When the analysis shows prescription has expired, the defense sequence is as follows:

  1. Do not acknowledge the obligation. Do not pay “just in case” — sums paid on time-barred obligations are not refundable (Art. 174 TIPC).
  2. Do not file new declarations that list the obligation. A new acknowledgment interrupts prescription. If a corrective declaration is needed, file it after consultation.
  3. Submit a write-off request under TIPC. For the absolute prescription, write-off is ex officio; if not performed, the request obliges the NRA to respond.
  4. Enforcement actions — appeal to terminate. Appeal to the director of the competent territorial directorate of the NRA; on refusal, before the administrative court. For revision acts, see our article on appealing a revision act.
  5. Legal advice BEFORE any action. The most common practical mistake is payment or filing of a declaration that resets prescription.

Old Tax Obligations Concerning You?

Many obligations have already expired — but the NRA still lists them. The Innovires team reviews your tax file, identifies expired prescriptions and initiates write-offs. Consultation on specific prescription deadlines.
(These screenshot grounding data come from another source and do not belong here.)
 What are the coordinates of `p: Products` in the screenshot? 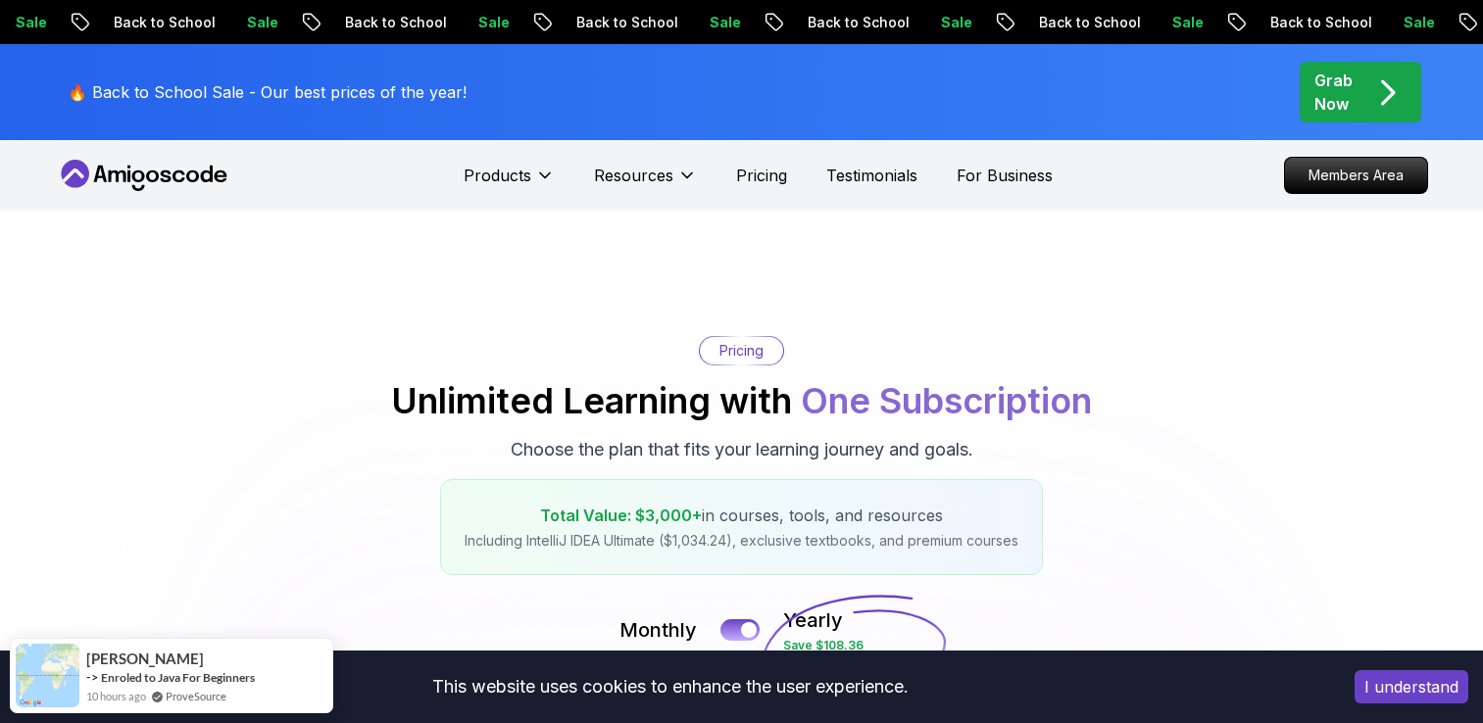 It's located at (497, 175).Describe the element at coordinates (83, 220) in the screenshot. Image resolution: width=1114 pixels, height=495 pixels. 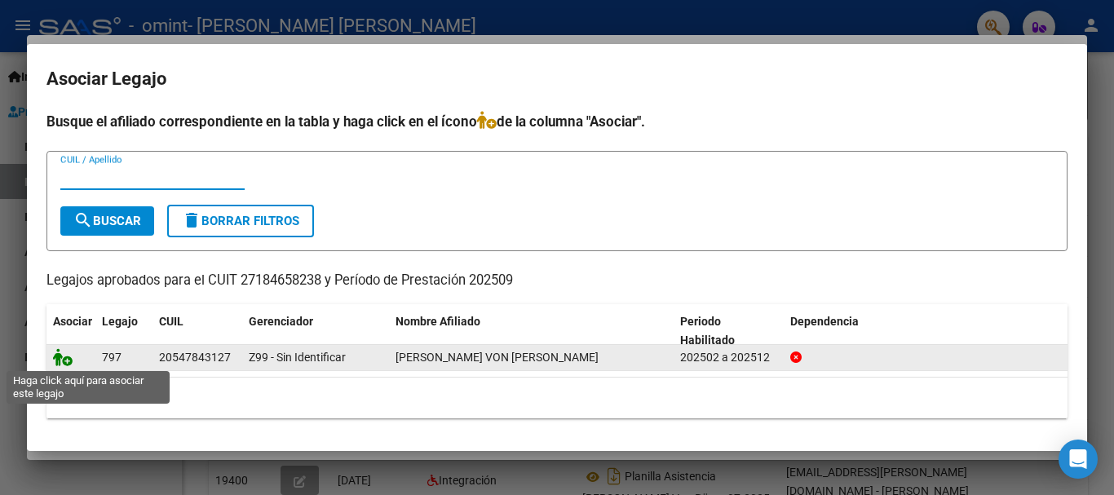
I see `mat-icon: search` at that location. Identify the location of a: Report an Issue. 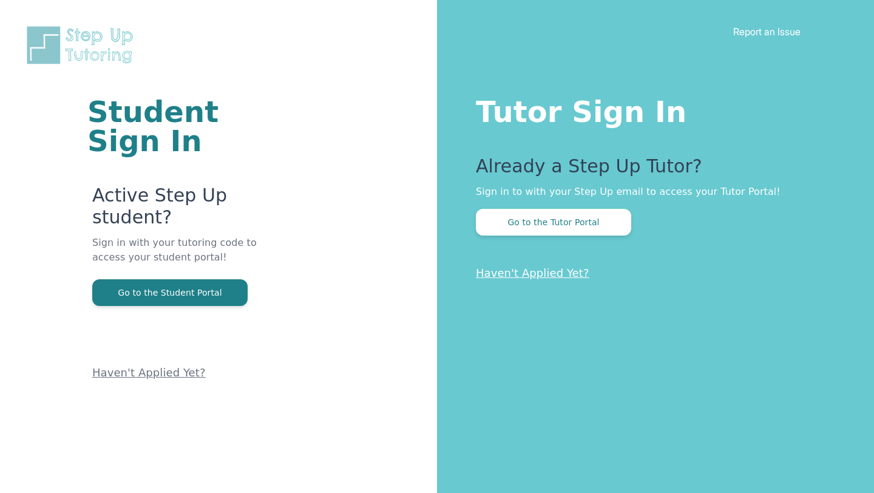
(767, 32).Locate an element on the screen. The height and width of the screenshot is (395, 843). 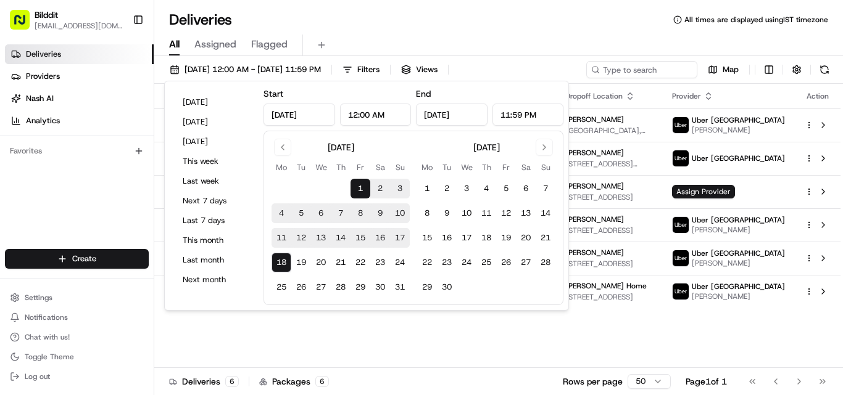
button: 2 is located at coordinates (447, 189). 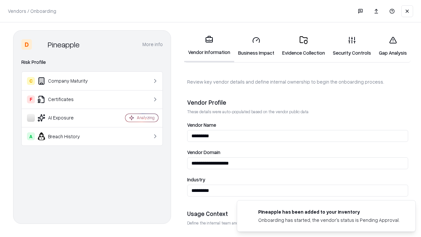 What do you see at coordinates (31, 81) in the screenshot?
I see `div: C` at bounding box center [31, 81].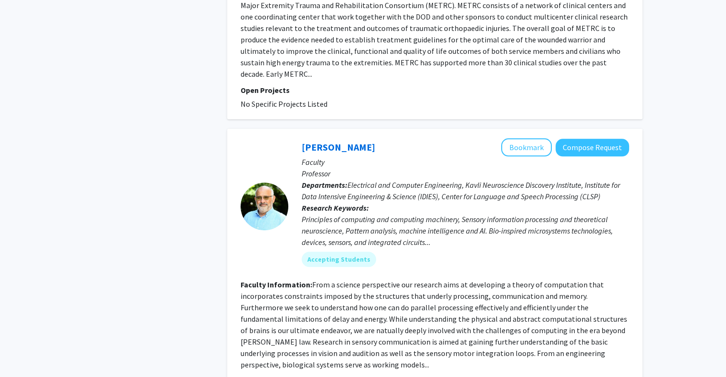 This screenshot has height=377, width=726. Describe the element at coordinates (465, 174) in the screenshot. I see `p: Professor` at that location.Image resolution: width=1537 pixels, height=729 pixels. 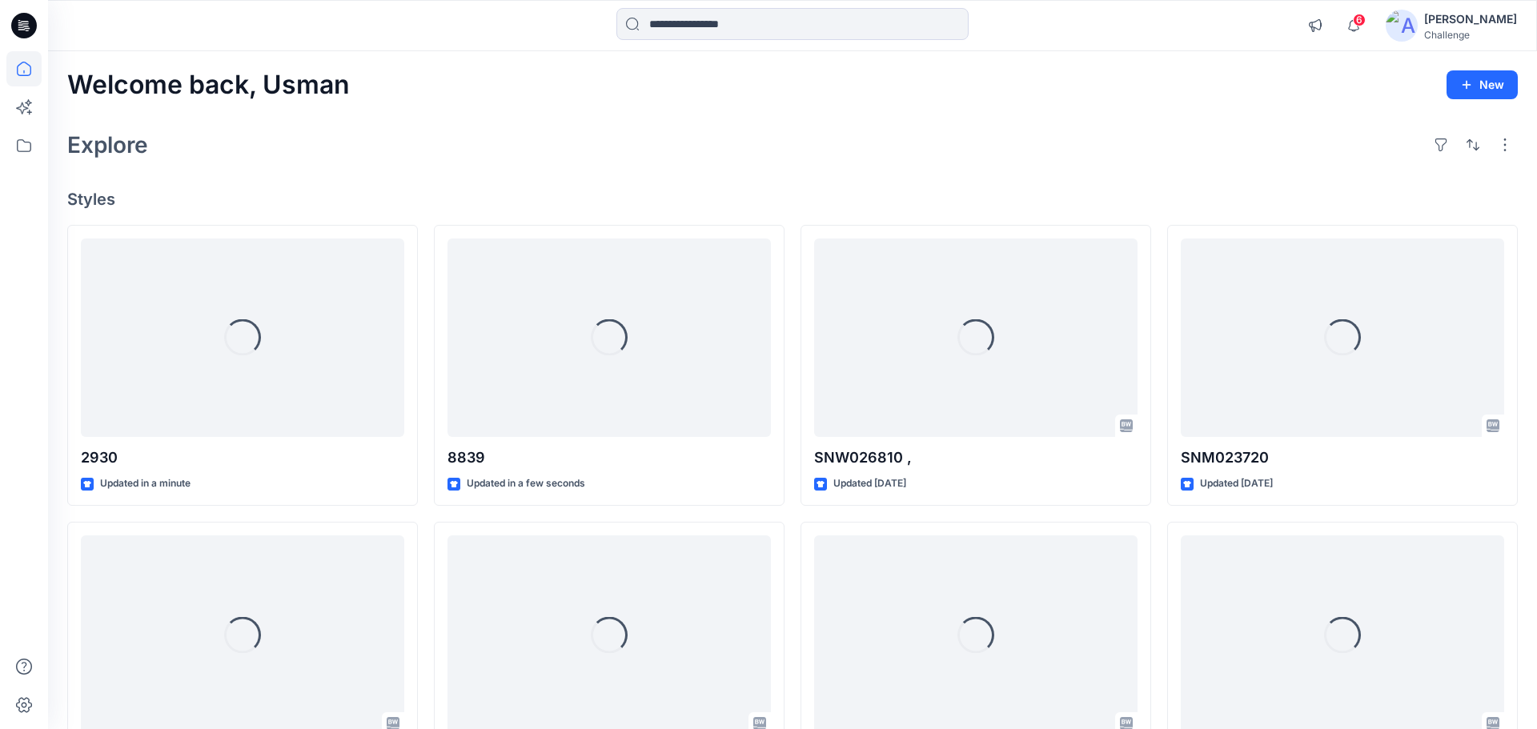 What do you see at coordinates (107, 145) in the screenshot?
I see `h2: Explore` at bounding box center [107, 145].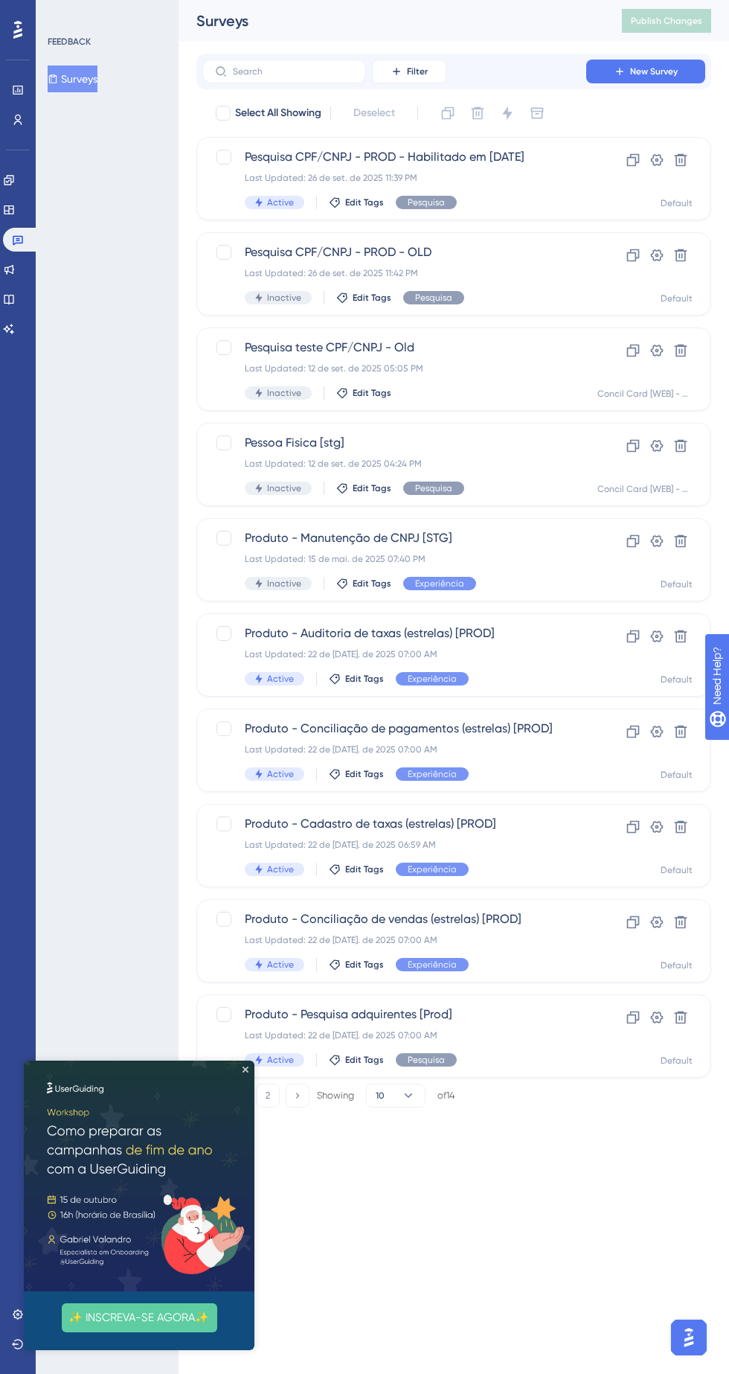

Frequently asked questions

I have a tax debt from 2015 — should I pay?
Probably not. The 10-year absolute prescription under Art. 171(2) TIPC started on 01.01.2016 and expired on 01.01.2026. File a write-off request and do not pay before receiving a written position, since amounts paid voluntarily on time-barred debts are not refunded.
The NRA is collecting an old debt — can it?
It depends on the specific chronology. Check the date of accrual and any collection actions (audits, precautionary measures, enforcement). If prescription has expired, you can raise an objection under TIPC and appeal enforcement actions as unlawful.
Can I ignore a notice for an old fine?
No. Ignoring does not stop the proceedings and may cause you to miss defense deadlines. The correct step is to file an appeal explicitly invoking prescription — under ZANN (4.5-year absolute per Interpretive Decision 1/2015) or under Art. 82 ZANN (2-year collection of an imposed fine).
What is the difference between a fine and a property sanction?
A fine is imposed on a natural person (e.g., a manager). A property sanction is imposed on a legal entity (the company). For the same violation, both are often imposed simultaneously — the manager receives a fine and the company a property sanction.
If I acknowledged the debt, do I lose prescription?
Yes, for the 5-year ordinary prescription. Any new acknowledgment (including partial payment or a declaration listing the obligation) interrupts the period under Art. 172 TIPC and starts a fresh 5-year term. The 10-year absolute prescription, however, continues to run from the original starting date and is not reset.
When can the NRA no longer issue an infringement act?
After 3 months from discovering the offender OR 2 years from the violation for tax offenses (Art. 34(1) ZANN). The first expired deadline bars issuance. An act issued after the deadline is unlawful and subject to annulment.
Can I appeal on the ground of prescription?
Yes. Expired prescription is a substantive ground for appeal in both administrative and judicial phases — against revision acts, penal decrees and actions of the public enforcement officer. The court applies it ex officio in administrative-penal proceedings (Interpretive Decision 1/2015).
I want to recover an unlawfully collected amount — how long do I have?
A refund request for undue public receivables must be filed within 5 years from the date of payment (Art. 129 TIPC). After this period, the right to claim refund is extinguished, even if the amount was paid without legal basis.